Bash – Why doesn’t source lib/* work

bashsource

I have a small program which contains the following folder structure:

- main.sh
- lib/
  - clean.sh
  - get.sh
  - index.sh
  - test.sh

Each file contains a single function which I use in main.sh.

main.sh:

source lib/*

get_products
clean_products
make_index
test_index

In the above the first two functions work but the second two don't.

Yet if I replace source lib/* with:

source lib/get.sh
source lib/clean.sh
source lib/index.sh
source lib/test.sh

Everything works as expected.

Anyone know why source lib/* doesn't work as expected?

Best Answer

Bash's source builtin only takes a single filename:

source filename [arguments]

Anything beyond the first parameter becomes a positional parameter to filename.

A simple illustration:

$ cat myfile
echo "param1: $1"
$ source myfile foo
param1: foo

Full output of help source

source: source filename [arguments]

Execute commands from a file in the current shell.
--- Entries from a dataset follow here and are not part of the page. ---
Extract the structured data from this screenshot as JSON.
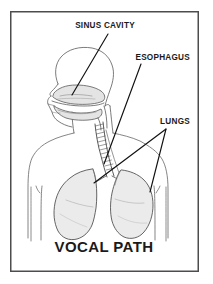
{
  "figure": {
    "name": "vocal-path-anatomical-diagram",
    "title": "VOCAL PATH",
    "frame": {
      "border_color": "#4d4d4d",
      "border_width_px": 1.5,
      "background_color": "#ffffff",
      "x": 10,
      "y": 11,
      "width": 189,
      "height": 261
    },
    "style": {
      "line_color": "#333333",
      "outline_color": "#555555",
      "organ_fill": "#ebebeb",
      "cavity_fill": "#e4e4e4",
      "leader_color": "#111111",
      "text_color": "#1a1a1a"
    },
    "labels": [
      {
        "id": "sinus-cavity",
        "text": "SINUS CAVITY",
        "text_x": 105,
        "text_y": 28,
        "anchor": "middle",
        "leaders": [
          {
            "x1": 108,
            "y1": 34,
            "x2": 72,
            "y2": 95
          }
        ]
      },
      {
        "id": "esophagus",
        "text": "ESOPHAGUS",
        "text_x": 190,
        "text_y": 60,
        "anchor": "end",
        "leaders": [
          {
            "x1": 141,
            "y1": 64,
            "x2": 104,
            "y2": 164
          }
        ]
      },
      {
        "id": "lungs",
        "text": "LUNGS",
        "text_x": 190,
        "text_y": 124,
        "anchor": "end",
        "leaders": [
          {
            "x1": 166,
            "y1": 129,
            "x2": 94,
            "y2": 183
          },
          {
            "x1": 166,
            "y1": 129,
            "x2": 150,
            "y2": 192
          }
        ]
      }
    ],
    "title_position": {
      "x": 104,
      "y": 252,
      "anchor": "middle"
    },
    "anatomy_parts": [
      {
        "id": "skull-cranium",
        "label": "skull / cranium outline"
      },
      {
        "id": "nasal-sinus-cavity",
        "label": "nasal sinus cavity"
      },
      {
        "id": "oral-cavity-tongue",
        "label": "oral cavity and tongue"
      },
      {
        "id": "jaw-chin-profile",
        "label": "jaw and chin profile"
      },
      {
        "id": "trachea",
        "label": "trachea with cartilage rings"
      },
      {
        "id": "esophagus-tube",
        "label": "esophagus tube"
      },
      {
        "id": "left-lung",
        "label": "left lung"
      },
      {
        "id": "right-lung",
        "label": "right lung"
      },
      {
        "id": "torso-shoulders",
        "label": "torso and shoulders outline"
      },
      {
        "id": "neck",
        "label": "neck outline"
      }
    ]
  }
}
Read and execute commands from FILENAME in the current shell.  The
entries in $PATH are used to find the directory containing FILENAME.
If any ARGUMENTS are supplied, they become the positional parameters
when FILENAME is executed.

Exit Status:
Returns the status of the last command executed in FILENAME; fails if
FILENAME cannot be read.

(This also applies to the equivalent "dot source" builtin . which, it's worth noting, is the POSIX way and thus more portable.)

As for the seemingly contradictory behavior you are seeing you can try running main.sh after doing set -x. Seeing what statements are getting executed and when may provide a clue.